Monday, January 09, 2006

yet another hilarious title for a post

I've got two ideas for improving the world in small, but significant ways:
  1. Completely stolen from Michael Moore (praise his name!!), but it's a good one so it's worth repeating. Whenever a country decides to go to war, any children of nationally elected politicians over the age of 16 (and military high command while we're at it) are immediately drafted into front-line infantry divisions. Because, if it's important enough to go to war over, it's important enough for your children to die first. In fact, we could cut out the middleman, set up an altar on parliament steps, chuck all the kids on, cut out their hearts and burn them on braziers (the hearts, not the children. Although ...). You know, just like we did in the good out days before those PC-do-gooder-liberal-feminazis took over the country and started outlawing tradition and fun.
  2. I've always been fascinated by the idea of a corporation having the status of a person in our legal system. They are just like a person ... except you can't put them in jail when they do bad shit, like, ooh, kill people, or steal or blow up chemical plants in the middle of India. You can jail the executives of course, and levy fines, but it just not the same. So I propose that we institute jail terms for corporations. And by jail terms, I mean temporary nationalisation. US Robots allows toxic chemicals to spill into a local river, killing all the local wildlife? 5 year jail term. Stocks are frozen, a specially created Govt department moves in and takes over. The department "owns" the corporation for the 5 year term, and has the benefits of that ownership - hiring, firing, taking profits, etc. The focus of the jail term is rehabilitation, and of course making money for the Govt. If the corporation comes out completely fucked up and unemployable afterwards ... well, that's how an awful lot of real prisoners end up now, and no one seems to care enough to do anything about it, except to suggest bringing back the lash ...
Both ideas have holes large enough to fit Jonathan Hunt's wine collection through, but I can dream, can't I?

Speaking of Jonathan Hunt's booze bill (as NZ Herald puts it), can you tell that it's slow news season? Good grief, you can tell the junior morons are in charge when such a ridiculously unbalanced piece gets through the editing process. For christ's sake, why don't you just call the story "Jonathan Hunt is a drunken fat man: Official" and get it off your chest? The Sunday Star Times had a similarly biased headline but made up for it (only just) by making it clear that the wine was for the High Commission, was separate from Hunt's private collection, and most importantly, he hadn't fucking drunk the whole lot in 9 months, which is what you would believe if you read the headline and first sentence of the Herald article.

DPF has a good bunch of commentary of the subject. Unfortunately, Owen McShane, Russell Brown and Aaron Bhatnager all managed to agree with each other, so if the sun turns black like sackcloth made of goat hair, the whole moon turns blood red, and the stars in the sky fall to earth, as late figs drop from a fig tree when shaken by a strong wind, and furthermore the sky recedes like a scroll, rolling up, and every mountain and island is removed from its place ... well, don't say I didn't warn you.

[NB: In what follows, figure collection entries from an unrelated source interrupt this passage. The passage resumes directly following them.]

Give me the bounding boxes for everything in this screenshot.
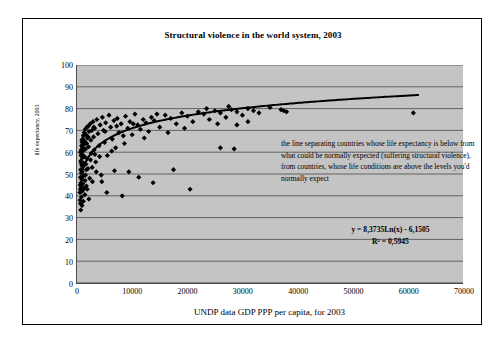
equation-line: y = 8,3735Ln(x) - 6,1505 <box>313 224 468 236</box>
trendline-equation: y = 8,3735Ln(x) - 6,1505 R² = 0,5945 <box>313 224 468 248</box>
y-axis-tick-label: 20 <box>65 236 73 245</box>
x-axis-tick-label: 50000 <box>343 287 363 296</box>
data-point <box>121 133 126 138</box>
data-point <box>174 121 179 126</box>
y-axis-tick-label: 50 <box>65 170 73 179</box>
data-point <box>245 119 250 124</box>
data-point <box>95 131 100 136</box>
data-point <box>108 125 113 130</box>
data-point <box>179 110 184 115</box>
data-point <box>157 125 162 130</box>
y-axis-tick-label: 40 <box>65 192 73 201</box>
data-point <box>223 115 228 120</box>
data-point <box>99 179 104 184</box>
data-point <box>232 146 237 151</box>
data-point <box>114 123 119 128</box>
x-axis-tick-label: 60000 <box>399 287 419 296</box>
data-point <box>78 207 83 212</box>
data-point <box>163 113 168 118</box>
data-point <box>123 114 128 119</box>
x-axis-title: UNDP data GDP PPP per capita, for 2003 <box>76 307 463 317</box>
data-point <box>113 145 118 150</box>
data-point <box>122 141 127 146</box>
data-point <box>138 127 143 132</box>
r-squared-line: R² = 0,5945 <box>313 236 468 248</box>
y-axis-tick-label: 0 <box>69 280 73 289</box>
x-axis-tick-label: 70000 <box>454 287 474 296</box>
data-point <box>411 110 416 115</box>
data-point <box>105 153 110 158</box>
x-axis-tick-label: 10000 <box>122 287 142 296</box>
data-point <box>90 165 95 170</box>
data-point <box>119 121 124 126</box>
data-point <box>154 111 159 116</box>
y-axis-title: life expectancy, 2003 <box>34 70 40 190</box>
data-point <box>136 175 141 180</box>
data-point <box>100 115 105 120</box>
x-axis-tick-label: 20000 <box>178 287 198 296</box>
data-point <box>171 167 176 172</box>
data-point <box>151 180 156 185</box>
data-point <box>112 168 117 173</box>
y-axis-tick-label: 100 <box>61 61 73 70</box>
data-point <box>86 196 91 201</box>
data-point <box>98 122 103 127</box>
data-point <box>132 111 137 116</box>
chart-page: Structural violence in the world system,… <box>0 0 504 345</box>
data-point <box>234 122 239 127</box>
data-point <box>215 121 220 126</box>
data-point <box>187 187 192 192</box>
data-point <box>207 117 212 122</box>
y-axis-tick-label: 30 <box>65 214 73 223</box>
data-point <box>234 109 239 114</box>
chart-frame: Structural violence in the world system,… <box>22 18 482 325</box>
data-point <box>103 120 108 125</box>
data-point <box>240 113 245 118</box>
y-axis-tick-label: 60 <box>65 148 73 157</box>
data-point <box>97 154 102 159</box>
data-point <box>204 106 209 111</box>
data-point <box>130 132 135 137</box>
chart-title: Structural violence in the world system,… <box>23 30 483 40</box>
data-point <box>190 119 195 124</box>
data-point <box>109 149 114 154</box>
y-axis-tick-label: 90 <box>65 82 73 91</box>
x-axis-tick-label: 30000 <box>233 287 253 296</box>
data-point <box>146 129 151 134</box>
x-axis-tick-label: 0 <box>75 287 79 296</box>
data-point <box>99 173 104 178</box>
annotation-note: the line separating countries whose life… <box>281 138 477 184</box>
data-point <box>256 110 261 115</box>
data-point <box>106 113 111 118</box>
data-point <box>218 145 223 150</box>
y-axis-tick-label: 10 <box>65 258 73 267</box>
data-point <box>120 193 125 198</box>
data-point <box>93 159 98 164</box>
data-point <box>104 190 109 195</box>
y-axis-tick-label: 70 <box>65 126 73 135</box>
x-axis-tick-label: 40000 <box>288 287 308 296</box>
y-axis-tick-label: 80 <box>65 104 73 113</box>
data-point <box>142 135 147 140</box>
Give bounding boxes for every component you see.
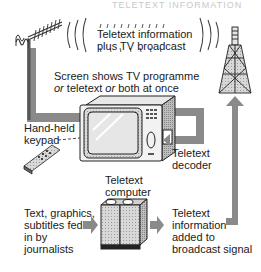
journalists-label-line3: in by	[24, 231, 47, 243]
added-label-line2: information	[172, 219, 226, 231]
journalists-label-line1: Text, graphics,	[24, 207, 95, 219]
keypad-label-line2: keypad	[24, 134, 59, 146]
computer-label-line1: Teletext	[105, 174, 143, 186]
teletext-computer-icon	[101, 199, 147, 249]
decoder-label-line2: decoder	[172, 159, 212, 171]
screen-or-1: or	[54, 82, 64, 94]
computer-label-line2: computer	[105, 186, 151, 198]
decoder-label-line1: Teletext	[172, 147, 210, 159]
faded-header: TELETEXT INFORMATION	[112, 0, 242, 10]
keypad-label-line1: Hand-held	[24, 122, 75, 134]
transmitter-tower-icon	[219, 27, 251, 93]
keypad-icon	[24, 145, 60, 174]
output-arrow	[150, 216, 164, 234]
journalists-label-line2: subtitles fed	[24, 219, 83, 231]
added-label-line4: broadcast signal	[172, 243, 252, 255]
screen-or-2: or	[105, 82, 115, 94]
screen-both: both at once	[115, 82, 179, 94]
added-label-line3: added to	[172, 231, 215, 243]
television-icon	[80, 96, 175, 161]
screen-label-line2: or teletext or both at once	[54, 82, 179, 94]
added-label-line1: Teletext	[172, 207, 210, 219]
broadcast-label-line2: plus TV broadcast	[97, 40, 185, 52]
broadcast-label-line1: Teletext information	[97, 28, 192, 40]
keypad-dashed-link	[58, 138, 80, 140]
up-arrow-to-tower	[226, 96, 244, 225]
journalists-label-line4: journalists	[24, 243, 74, 255]
screen-label-line1: Screen shows TV programme	[54, 70, 199, 82]
screen-teletext: teletext	[64, 82, 106, 94]
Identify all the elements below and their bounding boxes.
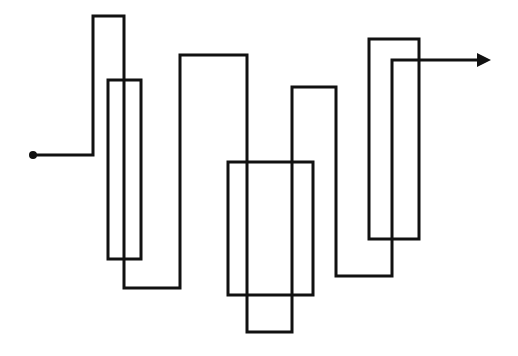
start-dot-icon — [29, 151, 37, 159]
diagram-canvas — [0, 0, 518, 356]
meandering-path — [33, 16, 480, 332]
line-diagram — [0, 0, 518, 356]
overlay-rectangles — [108, 39, 419, 295]
arrow-head-icon — [477, 53, 491, 67]
overlay-rect-3 — [369, 39, 419, 239]
overlay-rect-2 — [228, 162, 313, 295]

At least they had the decency to sound apologetic about it.

On other matters, Apathy Jack treats us all like a bunch of children (which, given the quality of our collected bloggage, probably isn't all that unreasonable) and explains the mysteries of NCEA. All I can say is - this is your punishment for having children. All of you.

Returning to that wonderful subject that seems to have taken over my blog recently, someone called elle_kabong has written their own take on the recent furore and has earned my eternal admiration by managing to unite the term "flaccid penises" with the word "snork". Jolly good show.

In other news ...

I've changed my mind, there is a God:
Scientists moot gravity-busting hyperdrive

You always wanted to know, but were afraid to ask:
Did a mob of angry Dutch kill and eat their prime minister?

1 comment:

Psycho Milt said...

Hell, while you're at it do bringing back the lash for corporations, I like the sound of that one even better.

And I'll have you know, our children are our punishment for having children - not NCEA.